Inger traveled a large part of the world to live out her life in communities that would continue to know needs and hardships for several years in the foothills above the Great Salt Lake. The Rocky Mountain Kingdom, someone has called it. This is the pleasant community of Centerville, only minutes north of Salt Lake City today, with the ‘old highway’ US-89 Main Street and tree shaded neighborhoods on the bench. It looks out on new neighbors rather than the farmland of half century ago; the farmland and the Great Salt Lake with its distinctive Antelope Island that I remember from the 1950s, and continue to be touched by today.

Inger was born in Sweden early in the nineteenth century. My record says 1813. Her home was on the west coast, in the Dalsland region. Her parents were Johannes Bryngelsson Dahlberg (1785 – 1845) and Kerstin Bryngelsdotter (1784 – 1866).
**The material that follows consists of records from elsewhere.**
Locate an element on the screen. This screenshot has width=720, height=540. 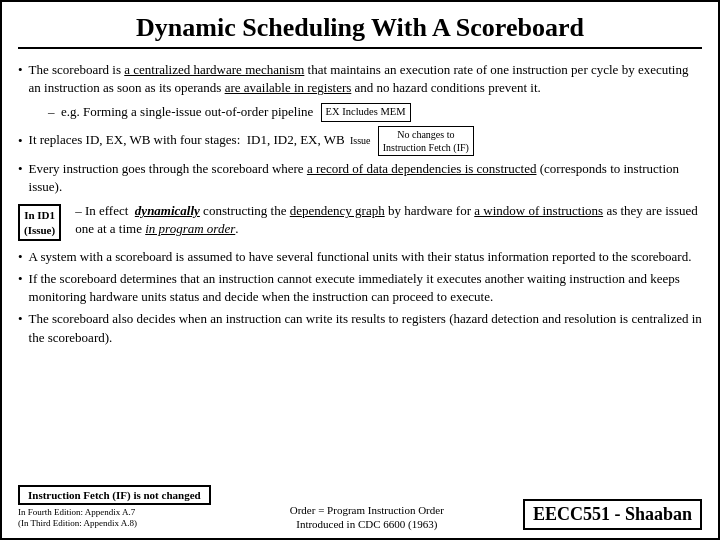
available-in-registers: are available in registers is located at coordinates (288, 88).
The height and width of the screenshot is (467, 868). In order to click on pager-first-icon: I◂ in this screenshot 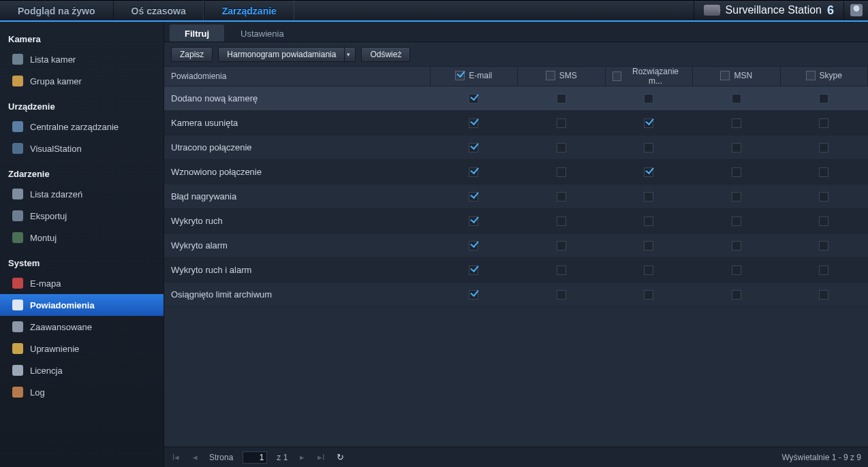, I will do `click(176, 457)`.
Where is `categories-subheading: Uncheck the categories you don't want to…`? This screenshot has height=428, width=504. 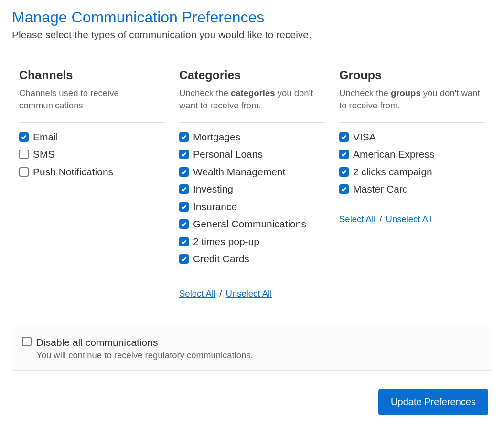 categories-subheading: Uncheck the categories you don't want to… is located at coordinates (252, 105).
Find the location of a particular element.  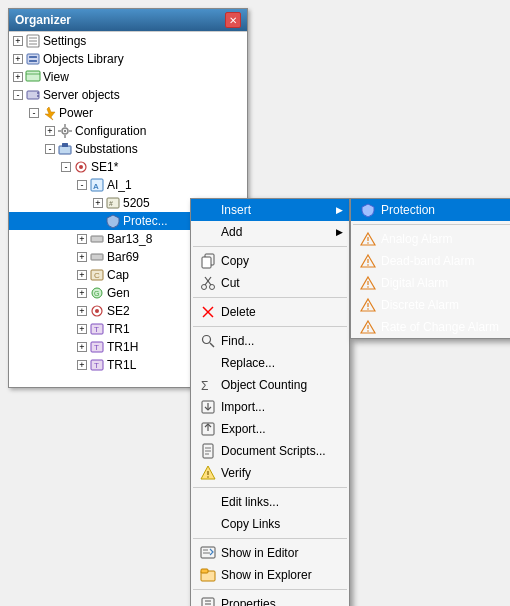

For a long time, my record would go no further back than this on her line. (My record is a personal ancestral file (PAF). I will try to share my sources as I go.)

I have jumped over one hundred years; 137, to be exact – so let me slow down, and let you catch up with a story I think worth telling. It is your story as much as mine. I do not claim to hold the sole rights to this story. I certainly will learn more as I repeat it, because I will stop to fill in blank lines, confirm or correct information, and sometimes maybe even forget my purpose and wander off into other stories.
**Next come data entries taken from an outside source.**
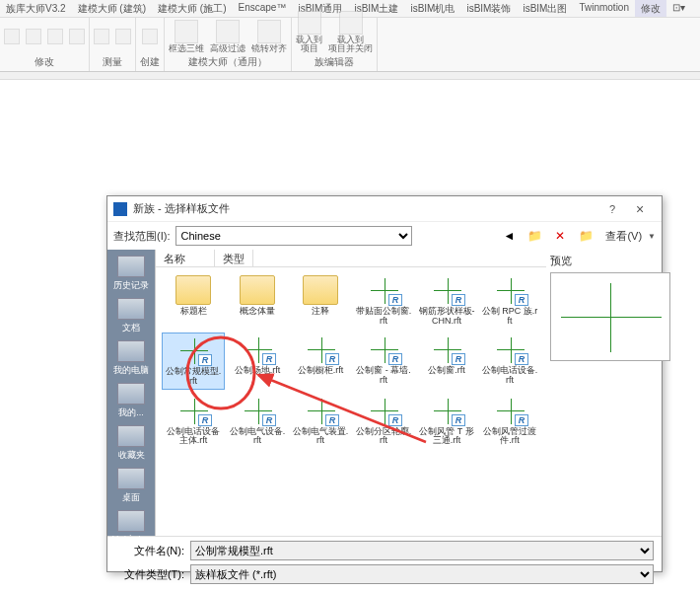  What do you see at coordinates (384, 421) in the screenshot?
I see `file-item: R公制分区轮廓.rft` at bounding box center [384, 421].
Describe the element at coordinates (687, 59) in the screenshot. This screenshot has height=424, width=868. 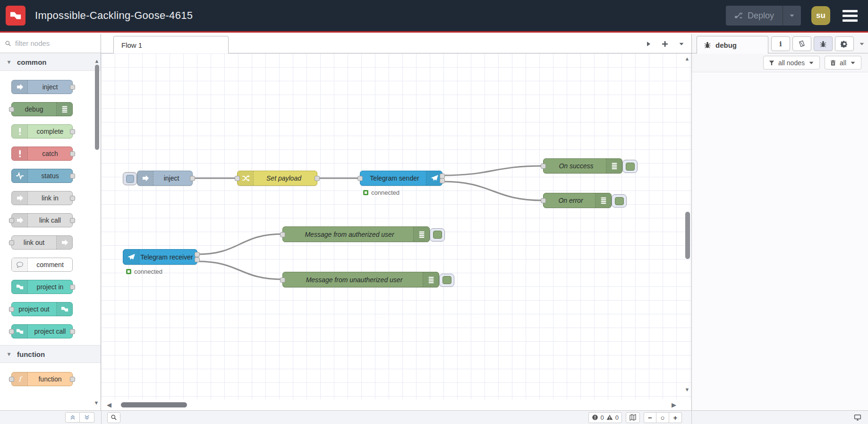
I see `canvas-scroll-up-icon: ▲` at that location.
In 1833, when Inger was about 20 she married Swen Samuel Backman in Goteborg-Bohuslan, also on the coast of Sweden. Swen – Sven – was born in 1812, to Samuel Persson Backman and Charlotta Christine Bruhn (1784 – 1861 and 1775 – 1823, respectively).

Swen would pass away in Sweden in 1853, leaving Ingrid with seven children aged 18 down to toddler. In February 1855 Inger had a daughter, Augusta, who passed away the same year in April; this information is found in ArkivDigital, a Swedish genealogical site, in the household record. There was no second marriage.
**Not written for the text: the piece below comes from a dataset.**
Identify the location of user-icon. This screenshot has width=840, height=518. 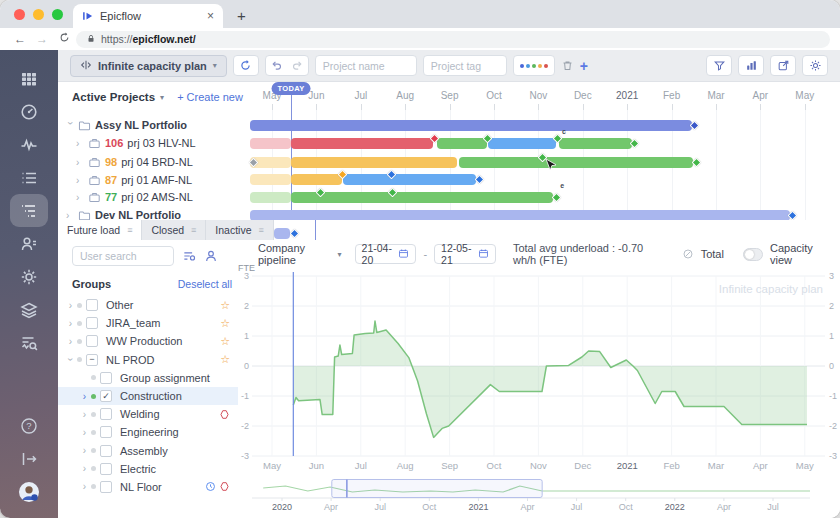
(211, 256).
The Backman children were Samuel Christian, Johan Auguste, Charlotte Christina, Axel Emanuel, Inger Sophia, Carolina Maria and Johan Peter.

While researching correct spellings, and confirming dates, I came across two Backman family historians: Jacki Lynn Greaves Latin and Cindy Jarvis. Each has submitted family stories to the family trees in www.familysearch.org which is the program of the Church of Jesus Christ of Latter-Day Saints. Anyone can open a no-cost membership in this program. The histories can be found under the various members of Inger’s family. One, for which I cannot find authorship is found under Axel Emanuel Backman (Charlie), and gives an account going back further than I had seen before, in the Bruhn lines.

Living near the LDS Family History Library in Salt Lake City has been a great asset, I encourage you to use it as well. Oh, the helpful hands, eyes and minds you will find!

This Backman family is a living family, not an historical note; we lose from our number each year and gain anew each year. It is unlikely we will all meet each other in person, but I believe that we each continue this story in our own lives and can pass it on as we go.